Einstein's theory of Special Relativity marked the beginning of the downfall of the Newtonian Universe and, therefore, has important philosophical ramifications as well as the obvious social and political consequences (see The Bomb). Prior to Special Relativity the dominant scientific paradigm was an organic outgrowth of the dominant Western religious doctrine of monotheism. One God created one universe which was the same for all observers.

Science and philosophy uniformly failed to prove the one God part of that idea, but under Newton the one universe idea reached full fruition. First, the same forces applied uniformly throughout the universe to all observers. Second, in Newton's universe if you had a complete description of all the objects in the universe including all their measurable physical attributes the subsequent behavior of the universe would (with sufficient computational power) be completely predictable and deterministic.

Special Relativity modified the first of these two ideas, and Quantum Mechanics (and latter Chaos Theory) modified the second. Under Special Relativity the forces experienced and measured by observer depend on that observers frame of reference. That dependence is quite exact and deterministic, and yet the consequences of that dependence are quite disturbing: time itself, for instance, runs at different rates for observers moving relative to each other.

Special Relativity is a step toward Solipsism, but it is not the same as Solipsism. Just because some of the measurable attributes of the universe change according to the observer's frame of reference does not mean that all of the measurable attributes change arbitrarily or that (in an even bigger leap) the observer somehow creates the reality in which he or she resides.

Nevertheless, under Special Relativity the role of the observer began to be important in the physical universe. The uniformity of physical laws had begun to be contingent on relationship between observers. Thus, in a fundamental (if tiny and for all intents and purposes unmeasurable) sense my physical universe is not the same as yours. Is God somehow creating a universe for each or us that interrelate but are not the same? Clearly, the idea of a monolithic set of physical laws that applied everywhere and equally for everyone and everything remained the scientific ideal after Special Relatively. But those laws were stranger than we had previously imagined.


• _Aim of the task_:
The records below are to be duplicated character for character.

Dataset excerpts:
########
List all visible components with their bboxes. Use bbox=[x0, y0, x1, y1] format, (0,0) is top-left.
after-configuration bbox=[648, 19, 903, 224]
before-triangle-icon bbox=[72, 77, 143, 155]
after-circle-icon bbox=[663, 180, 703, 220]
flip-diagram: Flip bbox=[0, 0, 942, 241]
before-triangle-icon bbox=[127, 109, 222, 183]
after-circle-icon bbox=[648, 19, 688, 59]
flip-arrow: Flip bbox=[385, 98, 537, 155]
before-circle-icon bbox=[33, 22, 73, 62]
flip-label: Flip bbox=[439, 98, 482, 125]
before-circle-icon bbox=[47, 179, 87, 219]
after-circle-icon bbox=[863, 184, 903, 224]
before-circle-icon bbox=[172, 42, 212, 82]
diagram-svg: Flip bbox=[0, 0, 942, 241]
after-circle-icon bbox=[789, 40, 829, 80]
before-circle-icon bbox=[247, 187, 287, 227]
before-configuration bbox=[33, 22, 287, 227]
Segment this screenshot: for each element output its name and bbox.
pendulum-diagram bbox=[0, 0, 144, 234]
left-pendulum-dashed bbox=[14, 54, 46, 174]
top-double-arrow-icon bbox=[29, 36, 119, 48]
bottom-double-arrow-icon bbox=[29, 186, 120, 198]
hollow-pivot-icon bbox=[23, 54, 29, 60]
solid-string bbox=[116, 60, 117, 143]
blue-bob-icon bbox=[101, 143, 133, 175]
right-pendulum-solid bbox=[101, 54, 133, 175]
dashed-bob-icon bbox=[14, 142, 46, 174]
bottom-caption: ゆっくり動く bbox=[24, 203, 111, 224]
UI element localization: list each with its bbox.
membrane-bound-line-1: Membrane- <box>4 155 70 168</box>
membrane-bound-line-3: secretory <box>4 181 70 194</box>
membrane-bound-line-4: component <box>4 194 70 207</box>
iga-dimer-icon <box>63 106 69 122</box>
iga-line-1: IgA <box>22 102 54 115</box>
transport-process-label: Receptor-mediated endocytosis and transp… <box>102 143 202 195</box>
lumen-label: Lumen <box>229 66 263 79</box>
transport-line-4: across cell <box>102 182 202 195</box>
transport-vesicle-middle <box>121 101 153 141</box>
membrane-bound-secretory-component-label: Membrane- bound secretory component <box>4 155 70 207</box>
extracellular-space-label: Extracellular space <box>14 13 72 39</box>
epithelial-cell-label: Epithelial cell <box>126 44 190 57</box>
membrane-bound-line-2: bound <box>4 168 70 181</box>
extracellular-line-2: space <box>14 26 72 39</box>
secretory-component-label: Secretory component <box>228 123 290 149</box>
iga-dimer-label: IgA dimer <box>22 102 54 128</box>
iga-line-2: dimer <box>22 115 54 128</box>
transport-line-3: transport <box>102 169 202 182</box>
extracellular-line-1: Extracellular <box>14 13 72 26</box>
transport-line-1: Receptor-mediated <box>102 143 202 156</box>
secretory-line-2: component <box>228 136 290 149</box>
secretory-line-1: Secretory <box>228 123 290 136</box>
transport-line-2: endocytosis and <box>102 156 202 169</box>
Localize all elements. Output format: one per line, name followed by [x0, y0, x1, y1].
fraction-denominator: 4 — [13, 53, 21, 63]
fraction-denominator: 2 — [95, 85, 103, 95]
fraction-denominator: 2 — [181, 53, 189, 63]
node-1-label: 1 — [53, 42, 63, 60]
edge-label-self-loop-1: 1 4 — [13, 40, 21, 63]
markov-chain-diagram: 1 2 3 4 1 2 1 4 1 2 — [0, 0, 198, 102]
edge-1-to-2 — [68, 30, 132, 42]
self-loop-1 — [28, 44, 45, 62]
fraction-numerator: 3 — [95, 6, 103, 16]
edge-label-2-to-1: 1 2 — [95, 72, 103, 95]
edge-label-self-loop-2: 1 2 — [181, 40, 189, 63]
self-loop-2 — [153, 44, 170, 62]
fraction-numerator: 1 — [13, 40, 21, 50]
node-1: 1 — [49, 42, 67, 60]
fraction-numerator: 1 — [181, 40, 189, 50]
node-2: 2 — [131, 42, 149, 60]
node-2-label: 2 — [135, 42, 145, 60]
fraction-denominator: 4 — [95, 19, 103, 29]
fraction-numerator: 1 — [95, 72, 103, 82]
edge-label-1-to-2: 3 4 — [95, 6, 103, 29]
########
• _Reply to the exercise_:
List all visible components with their bboxes. Use bbox=[x0, y0, x1, y1] format, (0,0) is top-left.
after-configuration bbox=[648, 19, 903, 224]
before-triangle-icon bbox=[72, 77, 143, 155]
after-circle-icon bbox=[663, 180, 703, 220]
flip-diagram: Flip bbox=[0, 0, 942, 241]
before-triangle-icon bbox=[127, 109, 222, 183]
after-circle-icon bbox=[648, 19, 688, 59]
flip-arrow: Flip bbox=[385, 98, 537, 155]
before-circle-icon bbox=[33, 22, 73, 62]
flip-label: Flip bbox=[439, 98, 482, 125]
before-circle-icon bbox=[47, 179, 87, 219]
after-circle-icon bbox=[863, 184, 903, 224]
before-circle-icon bbox=[172, 42, 212, 82]
diagram-svg: Flip bbox=[0, 0, 942, 241]
after-circle-icon bbox=[789, 40, 829, 80]
before-circle-icon bbox=[247, 187, 287, 227]
before-configuration bbox=[33, 22, 287, 227]
Segment this screenshot: for each element output its name and bbox.
pendulum-diagram bbox=[0, 0, 144, 234]
left-pendulum-dashed bbox=[14, 54, 46, 174]
top-double-arrow-icon bbox=[29, 36, 119, 48]
bottom-double-arrow-icon bbox=[29, 186, 120, 198]
hollow-pivot-icon bbox=[23, 54, 29, 60]
solid-string bbox=[116, 60, 117, 143]
blue-bob-icon bbox=[101, 143, 133, 175]
right-pendulum-solid bbox=[101, 54, 133, 175]
dashed-bob-icon bbox=[14, 142, 46, 174]
bottom-caption: ゆっくり動く bbox=[24, 203, 111, 224]
UI element localization: list each with its bbox.
membrane-bound-line-1: Membrane- <box>4 155 70 168</box>
membrane-bound-line-3: secretory <box>4 181 70 194</box>
membrane-bound-line-4: component <box>4 194 70 207</box>
iga-dimer-icon <box>63 106 69 122</box>
iga-line-1: IgA <box>22 102 54 115</box>
transport-process-label: Receptor-mediated endocytosis and transp… <box>102 143 202 195</box>
lumen-label: Lumen <box>229 66 263 79</box>
transport-line-4: across cell <box>102 182 202 195</box>
transport-vesicle-middle <box>121 101 153 141</box>
membrane-bound-secretory-component-label: Membrane- bound secretory component <box>4 155 70 207</box>
extracellular-space-label: Extracellular space <box>14 13 72 39</box>
epithelial-cell-label: Epithelial cell <box>126 44 190 57</box>
membrane-bound-line-2: bound <box>4 168 70 181</box>
extracellular-line-2: space <box>14 26 72 39</box>
secretory-component-label: Secretory component <box>228 123 290 149</box>
iga-dimer-label: IgA dimer <box>22 102 54 128</box>
iga-line-2: dimer <box>22 115 54 128</box>
transport-line-3: transport <box>102 169 202 182</box>
extracellular-line-1: Extracellular <box>14 13 72 26</box>
transport-line-1: Receptor-mediated <box>102 143 202 156</box>
secretory-line-2: component <box>228 136 290 149</box>
secretory-line-1: Secretory <box>228 123 290 136</box>
transport-line-2: endocytosis and <box>102 156 202 169</box>
Localize all elements. Output format: one per line, name followed by [x0, y0, x1, y1].
fraction-denominator: 4 — [13, 53, 21, 63]
fraction-denominator: 2 — [95, 85, 103, 95]
fraction-denominator: 2 — [181, 53, 189, 63]
node-1-label: 1 — [53, 42, 63, 60]
edge-label-self-loop-1: 1 4 — [13, 40, 21, 63]
markov-chain-diagram: 1 2 3 4 1 2 1 4 1 2 — [0, 0, 198, 102]
edge-1-to-2 — [68, 30, 132, 42]
self-loop-1 — [28, 44, 45, 62]
fraction-numerator: 3 — [95, 6, 103, 16]
edge-label-2-to-1: 1 2 — [95, 72, 103, 95]
edge-label-self-loop-2: 1 2 — [181, 40, 189, 63]
self-loop-2 — [153, 44, 170, 62]
fraction-numerator: 1 — [13, 40, 21, 50]
node-1: 1 — [49, 42, 67, 60]
fraction-numerator: 1 — [181, 40, 189, 50]
node-2: 2 — [131, 42, 149, 60]
node-2-label: 2 — [135, 42, 145, 60]
fraction-denominator: 4 — [95, 19, 103, 29]
fraction-numerator: 1 — [95, 72, 103, 82]
edge-label-1-to-2: 3 4 — [95, 6, 103, 29]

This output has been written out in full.